Wisconsin Gov. Scott Walker’s abrupt departure from the presidential race Monday was the first thing he had done in years that organized labor could really get behind.
Union leaders cheered the end of the White House ambitions of the candidate that they feared and hated the most and who would have presented the greatest threat to them as president.
“This is a clear rebuke of the anti-worker platform on which Governor Walker based his entire presidential campaign,” said Lee Saunders, president of the American Federation of State, County and Municipal Employees.
Randi Weingarten, president of the American Federation of Teachers, made a similar argument. “As Gov. Scott Walker leaves this race, this is much clear: You can’t build a campaign by tearing working people down and attacking their aspirations for a better life.”
Richard Trumka, president of the AFL-CIO, issued a statement calling Walker “still a disgrace” just no longer a “national” one. The statement was a reference to his reaction in July to Walker’s official campaign announcement — Trumka called Walker a “national disgrace.”
The Wisconsin AFL-CIO tweeted, “America has said NO THANK YOU, GOODBYE, and GOOD RIDDANCE to Scott Walker and his union busting campaign!”
There’s little evidence that Walker’s labor policies had anything to do with his campaign’s woes. The governor had been a top-tier candidate in the polls as recently as the beginning of the summer, largely on the strength of his battles with unions in his home state.
Walker lurched rightward in recent months on issues like immigration and gay marriage in a way that alienated supporters without winning new fans. After billionaire developer Donald Trump’s sudden rise to the top of the GOP race, Walker struggled for media exposure. His debate performances received lukewarm reviews. His standing in the polls fell into the low single digits by September. On the day he dropped out a CNN poll said he had negligible support.
Labor leaders have detested Walker ever since he instituted major reforms to the Badger State’s public sector union laws in 2011 that allowed workers for the first time to opt out of union membership if they chose. The reforms also eliminated automatic union dues, deduction from worker paychecks, required unions to get a majority of members to recertify it each year and limited collective bargaining to just wages. State public employee unions have seen major membership losses since then.
The reforms prompted a major outcry from labor leaders and massive protests at the state capitol as unions and their allies sought to prevent the reforms’ approval. After they passed, unions sponsored a gubernatorial recall election that Walker won in 2012. He also won re-election in 2014 and in March signed a law making Wisconsin a right-to-work state, in effect extending his public sector union reforms to private sector workers.
Walker had promised to go further still during his presidential bid, calling just last week for abolishing public sector unionism altogether, as well as abolishing the National Labor Relations Board, the main federal labor law enforcement agency, and making the right to work laws the norm nationwide — states would have had to pass legislation specifically saying they were not right to work states.
It would have represented the most radical reform of federal labor laws in 80 years and a major problem for union leaders. Public sector unions account for about half of the nation’s 14 million-member organized labor movement. The other reforms would have made it harder for the remaining unions to retain members since many workers would gain the ability under right to work laws to opt out of union membership and likely exited unions just as Wisconsin union members did.
Walker said the reforms were about giving power back to individual workers and requiring unions to be responsive to their members’ needs. To counter labor leaders’ claims that this would have allowed non-union workers to become economic “free riders” benefiting from union collective bargaining, Walker proposed releasing unions from the obligation of representing non-members.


- Directions for this task -
Only lines holding the word "Solaranlagen" are wanted from the records; copy all of them.

- Records supplied -
____

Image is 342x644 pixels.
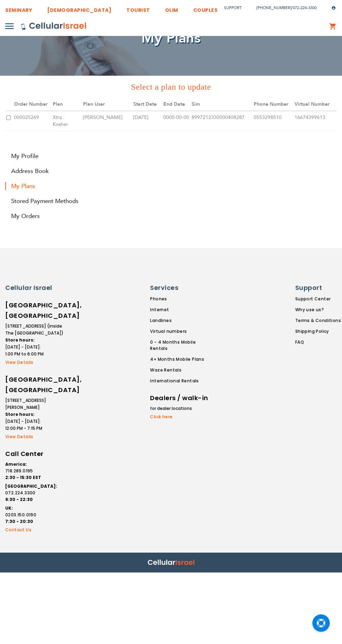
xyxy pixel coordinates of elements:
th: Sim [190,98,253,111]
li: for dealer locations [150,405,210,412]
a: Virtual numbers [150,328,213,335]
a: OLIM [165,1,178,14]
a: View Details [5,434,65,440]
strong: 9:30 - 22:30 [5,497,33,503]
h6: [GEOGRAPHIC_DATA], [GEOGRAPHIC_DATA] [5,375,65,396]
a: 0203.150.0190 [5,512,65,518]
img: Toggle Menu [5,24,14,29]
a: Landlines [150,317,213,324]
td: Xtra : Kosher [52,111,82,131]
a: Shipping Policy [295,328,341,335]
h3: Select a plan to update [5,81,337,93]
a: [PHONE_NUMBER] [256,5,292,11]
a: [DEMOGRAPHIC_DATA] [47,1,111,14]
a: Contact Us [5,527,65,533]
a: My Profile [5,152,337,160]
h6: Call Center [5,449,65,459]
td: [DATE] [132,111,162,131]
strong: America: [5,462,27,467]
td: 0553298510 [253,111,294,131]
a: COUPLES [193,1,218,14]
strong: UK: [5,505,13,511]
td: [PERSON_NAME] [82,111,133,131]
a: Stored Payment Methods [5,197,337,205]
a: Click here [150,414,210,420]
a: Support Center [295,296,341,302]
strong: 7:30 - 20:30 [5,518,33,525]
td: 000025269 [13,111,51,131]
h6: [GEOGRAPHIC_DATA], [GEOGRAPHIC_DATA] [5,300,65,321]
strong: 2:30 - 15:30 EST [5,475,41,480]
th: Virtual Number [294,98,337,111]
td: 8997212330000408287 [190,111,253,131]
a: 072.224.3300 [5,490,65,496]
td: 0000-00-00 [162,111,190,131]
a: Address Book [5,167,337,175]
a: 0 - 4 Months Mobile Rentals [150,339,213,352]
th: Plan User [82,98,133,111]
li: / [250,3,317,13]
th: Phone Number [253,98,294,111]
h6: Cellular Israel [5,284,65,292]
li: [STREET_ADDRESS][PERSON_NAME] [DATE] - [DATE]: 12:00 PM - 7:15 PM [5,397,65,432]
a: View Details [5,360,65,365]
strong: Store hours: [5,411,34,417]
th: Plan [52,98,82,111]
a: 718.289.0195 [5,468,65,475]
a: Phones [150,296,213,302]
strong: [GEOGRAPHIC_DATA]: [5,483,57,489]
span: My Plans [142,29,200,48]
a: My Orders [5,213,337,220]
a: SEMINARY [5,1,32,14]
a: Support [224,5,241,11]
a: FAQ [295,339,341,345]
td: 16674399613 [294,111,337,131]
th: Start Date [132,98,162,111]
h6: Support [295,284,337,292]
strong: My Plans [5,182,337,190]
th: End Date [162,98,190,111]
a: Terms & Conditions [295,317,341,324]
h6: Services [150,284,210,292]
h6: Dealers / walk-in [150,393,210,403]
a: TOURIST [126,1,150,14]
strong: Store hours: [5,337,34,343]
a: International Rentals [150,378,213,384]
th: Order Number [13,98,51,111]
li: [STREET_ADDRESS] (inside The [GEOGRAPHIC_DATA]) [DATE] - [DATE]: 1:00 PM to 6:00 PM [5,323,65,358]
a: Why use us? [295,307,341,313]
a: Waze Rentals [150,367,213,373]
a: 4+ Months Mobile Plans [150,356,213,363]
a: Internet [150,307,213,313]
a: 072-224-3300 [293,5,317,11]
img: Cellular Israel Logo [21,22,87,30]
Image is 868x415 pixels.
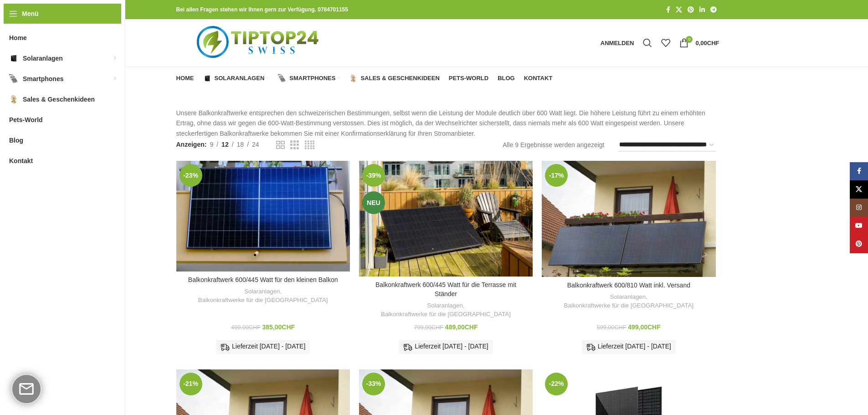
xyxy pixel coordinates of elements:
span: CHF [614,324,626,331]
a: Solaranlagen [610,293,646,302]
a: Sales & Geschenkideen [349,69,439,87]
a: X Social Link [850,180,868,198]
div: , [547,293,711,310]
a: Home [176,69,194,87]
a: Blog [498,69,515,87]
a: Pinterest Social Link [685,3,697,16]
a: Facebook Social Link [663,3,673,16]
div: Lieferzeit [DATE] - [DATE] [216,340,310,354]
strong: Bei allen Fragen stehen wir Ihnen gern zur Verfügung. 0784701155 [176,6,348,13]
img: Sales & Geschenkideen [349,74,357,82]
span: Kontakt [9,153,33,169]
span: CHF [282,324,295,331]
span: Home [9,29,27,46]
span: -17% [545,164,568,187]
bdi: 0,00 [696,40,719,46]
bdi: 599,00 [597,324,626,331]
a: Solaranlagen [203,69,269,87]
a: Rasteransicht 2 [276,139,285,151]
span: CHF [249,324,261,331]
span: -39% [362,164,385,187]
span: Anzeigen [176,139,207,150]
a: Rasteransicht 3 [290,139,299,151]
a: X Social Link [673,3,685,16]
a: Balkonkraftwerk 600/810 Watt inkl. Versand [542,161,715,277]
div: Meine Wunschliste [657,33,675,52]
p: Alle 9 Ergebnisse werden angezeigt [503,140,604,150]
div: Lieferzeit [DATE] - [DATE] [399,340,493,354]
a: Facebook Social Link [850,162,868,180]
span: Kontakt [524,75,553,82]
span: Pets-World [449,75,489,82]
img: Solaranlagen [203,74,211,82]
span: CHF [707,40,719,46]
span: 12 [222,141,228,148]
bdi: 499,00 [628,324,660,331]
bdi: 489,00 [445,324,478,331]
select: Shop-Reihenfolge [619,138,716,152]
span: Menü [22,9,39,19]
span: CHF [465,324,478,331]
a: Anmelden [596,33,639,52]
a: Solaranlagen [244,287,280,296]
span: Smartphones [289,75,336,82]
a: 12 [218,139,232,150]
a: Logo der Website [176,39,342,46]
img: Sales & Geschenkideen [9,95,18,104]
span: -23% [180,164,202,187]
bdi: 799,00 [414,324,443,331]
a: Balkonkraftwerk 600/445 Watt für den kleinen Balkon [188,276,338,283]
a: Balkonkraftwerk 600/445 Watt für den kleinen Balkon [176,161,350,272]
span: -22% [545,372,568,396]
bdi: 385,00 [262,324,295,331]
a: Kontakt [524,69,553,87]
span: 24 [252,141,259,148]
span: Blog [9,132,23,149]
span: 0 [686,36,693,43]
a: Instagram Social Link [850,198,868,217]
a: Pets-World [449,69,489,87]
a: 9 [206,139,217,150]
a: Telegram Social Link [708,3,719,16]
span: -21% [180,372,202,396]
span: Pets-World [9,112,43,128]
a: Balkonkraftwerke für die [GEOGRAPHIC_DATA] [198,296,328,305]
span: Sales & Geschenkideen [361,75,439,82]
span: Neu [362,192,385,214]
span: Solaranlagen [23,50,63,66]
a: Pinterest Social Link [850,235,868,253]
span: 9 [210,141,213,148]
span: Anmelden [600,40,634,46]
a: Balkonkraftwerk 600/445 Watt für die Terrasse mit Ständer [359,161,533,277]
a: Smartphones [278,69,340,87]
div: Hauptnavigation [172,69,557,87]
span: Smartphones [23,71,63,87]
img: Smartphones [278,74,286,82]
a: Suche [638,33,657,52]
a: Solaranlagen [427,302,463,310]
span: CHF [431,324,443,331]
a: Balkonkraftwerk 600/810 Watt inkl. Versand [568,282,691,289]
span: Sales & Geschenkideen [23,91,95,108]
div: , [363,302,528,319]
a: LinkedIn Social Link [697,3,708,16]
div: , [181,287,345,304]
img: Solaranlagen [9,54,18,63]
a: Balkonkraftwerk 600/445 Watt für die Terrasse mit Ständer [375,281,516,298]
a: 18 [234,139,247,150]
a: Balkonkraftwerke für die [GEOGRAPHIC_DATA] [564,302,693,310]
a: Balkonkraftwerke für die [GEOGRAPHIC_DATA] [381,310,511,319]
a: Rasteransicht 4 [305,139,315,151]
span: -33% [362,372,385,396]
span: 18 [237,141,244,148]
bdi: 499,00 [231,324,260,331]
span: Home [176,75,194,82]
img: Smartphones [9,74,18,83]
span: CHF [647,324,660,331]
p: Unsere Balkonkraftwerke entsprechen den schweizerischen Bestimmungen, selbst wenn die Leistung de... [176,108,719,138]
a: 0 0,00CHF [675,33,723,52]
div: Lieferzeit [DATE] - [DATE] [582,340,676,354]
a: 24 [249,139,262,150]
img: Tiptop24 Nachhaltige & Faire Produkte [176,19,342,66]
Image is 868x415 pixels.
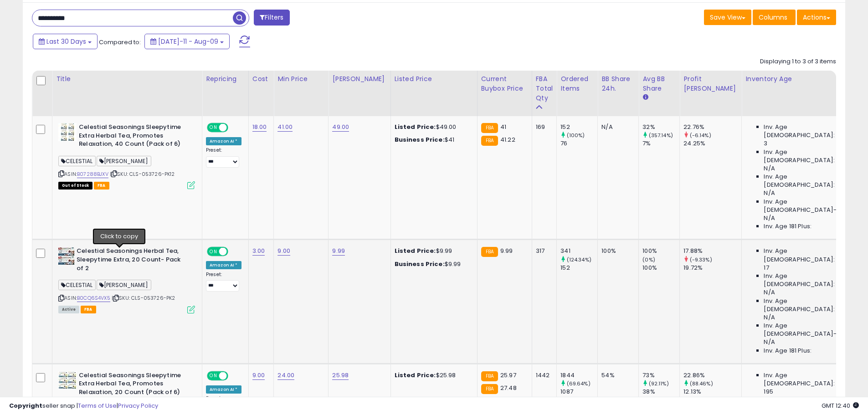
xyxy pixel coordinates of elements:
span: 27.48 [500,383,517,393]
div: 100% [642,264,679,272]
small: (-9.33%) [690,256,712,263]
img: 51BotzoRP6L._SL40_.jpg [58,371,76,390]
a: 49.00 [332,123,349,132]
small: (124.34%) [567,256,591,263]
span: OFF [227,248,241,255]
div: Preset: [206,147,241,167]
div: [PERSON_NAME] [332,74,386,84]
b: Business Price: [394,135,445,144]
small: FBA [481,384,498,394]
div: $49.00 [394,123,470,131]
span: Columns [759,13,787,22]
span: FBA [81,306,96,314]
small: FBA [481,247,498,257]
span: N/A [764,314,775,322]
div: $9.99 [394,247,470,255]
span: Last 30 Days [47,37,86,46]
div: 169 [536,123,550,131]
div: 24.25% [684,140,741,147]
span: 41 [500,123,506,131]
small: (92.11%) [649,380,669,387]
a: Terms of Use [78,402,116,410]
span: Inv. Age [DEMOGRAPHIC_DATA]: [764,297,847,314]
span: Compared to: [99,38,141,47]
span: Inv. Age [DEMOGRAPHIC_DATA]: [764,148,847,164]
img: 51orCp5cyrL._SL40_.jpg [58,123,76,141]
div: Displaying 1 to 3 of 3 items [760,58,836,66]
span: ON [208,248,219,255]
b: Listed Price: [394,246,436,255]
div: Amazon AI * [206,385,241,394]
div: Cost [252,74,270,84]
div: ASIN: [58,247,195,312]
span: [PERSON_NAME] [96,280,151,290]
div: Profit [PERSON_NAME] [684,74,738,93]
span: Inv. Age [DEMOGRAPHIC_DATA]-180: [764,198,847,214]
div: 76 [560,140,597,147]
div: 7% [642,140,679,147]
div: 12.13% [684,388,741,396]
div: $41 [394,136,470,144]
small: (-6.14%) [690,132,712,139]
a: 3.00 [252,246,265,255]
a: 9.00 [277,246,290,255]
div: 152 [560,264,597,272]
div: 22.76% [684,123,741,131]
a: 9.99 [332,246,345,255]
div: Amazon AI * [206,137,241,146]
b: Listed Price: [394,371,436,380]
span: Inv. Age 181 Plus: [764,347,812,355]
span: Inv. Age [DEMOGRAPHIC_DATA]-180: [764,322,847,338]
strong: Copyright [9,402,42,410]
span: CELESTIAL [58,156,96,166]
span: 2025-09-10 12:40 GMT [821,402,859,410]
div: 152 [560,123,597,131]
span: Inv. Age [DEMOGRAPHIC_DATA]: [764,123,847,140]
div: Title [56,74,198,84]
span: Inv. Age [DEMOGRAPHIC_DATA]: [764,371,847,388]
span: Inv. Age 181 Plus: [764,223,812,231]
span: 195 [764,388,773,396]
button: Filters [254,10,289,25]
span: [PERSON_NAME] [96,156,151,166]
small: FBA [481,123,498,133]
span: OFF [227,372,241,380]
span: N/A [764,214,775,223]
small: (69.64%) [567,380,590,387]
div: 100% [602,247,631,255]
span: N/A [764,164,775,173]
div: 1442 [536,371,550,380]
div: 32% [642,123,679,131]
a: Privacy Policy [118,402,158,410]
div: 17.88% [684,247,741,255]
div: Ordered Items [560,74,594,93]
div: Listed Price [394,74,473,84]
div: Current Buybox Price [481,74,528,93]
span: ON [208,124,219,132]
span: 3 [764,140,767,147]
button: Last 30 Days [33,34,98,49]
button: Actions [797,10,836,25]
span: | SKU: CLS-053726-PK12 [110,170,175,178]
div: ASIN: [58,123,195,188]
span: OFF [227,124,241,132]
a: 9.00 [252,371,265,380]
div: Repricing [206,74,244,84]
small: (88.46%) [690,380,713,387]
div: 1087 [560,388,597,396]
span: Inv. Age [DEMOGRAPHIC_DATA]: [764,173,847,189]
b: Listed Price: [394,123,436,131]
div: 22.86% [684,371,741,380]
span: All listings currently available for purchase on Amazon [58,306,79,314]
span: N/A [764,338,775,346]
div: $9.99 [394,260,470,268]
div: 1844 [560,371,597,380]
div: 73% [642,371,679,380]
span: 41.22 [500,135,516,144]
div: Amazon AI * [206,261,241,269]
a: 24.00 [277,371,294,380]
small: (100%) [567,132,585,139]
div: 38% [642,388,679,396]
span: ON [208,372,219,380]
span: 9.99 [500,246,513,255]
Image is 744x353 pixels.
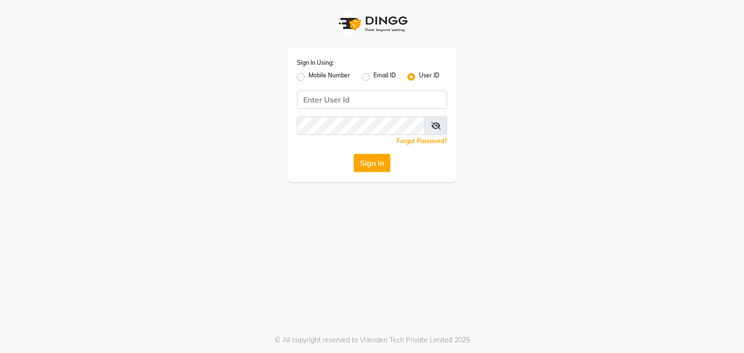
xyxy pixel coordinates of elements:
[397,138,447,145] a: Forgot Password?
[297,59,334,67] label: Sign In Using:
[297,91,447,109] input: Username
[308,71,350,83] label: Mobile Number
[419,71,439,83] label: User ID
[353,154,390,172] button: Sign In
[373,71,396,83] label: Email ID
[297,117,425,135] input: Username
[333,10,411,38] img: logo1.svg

____

- Exercise solution -
a: Solaranlagen [610,293,646,302]
a: Solaranlagen [203,69,269,87]
img: Solaranlagen [203,74,211,82]
a: Solaranlagen [244,287,280,296]
span: Solaranlagen [23,50,63,66]
a: Solaranlagen [427,302,463,310]
img: Solaranlagen [9,54,18,63]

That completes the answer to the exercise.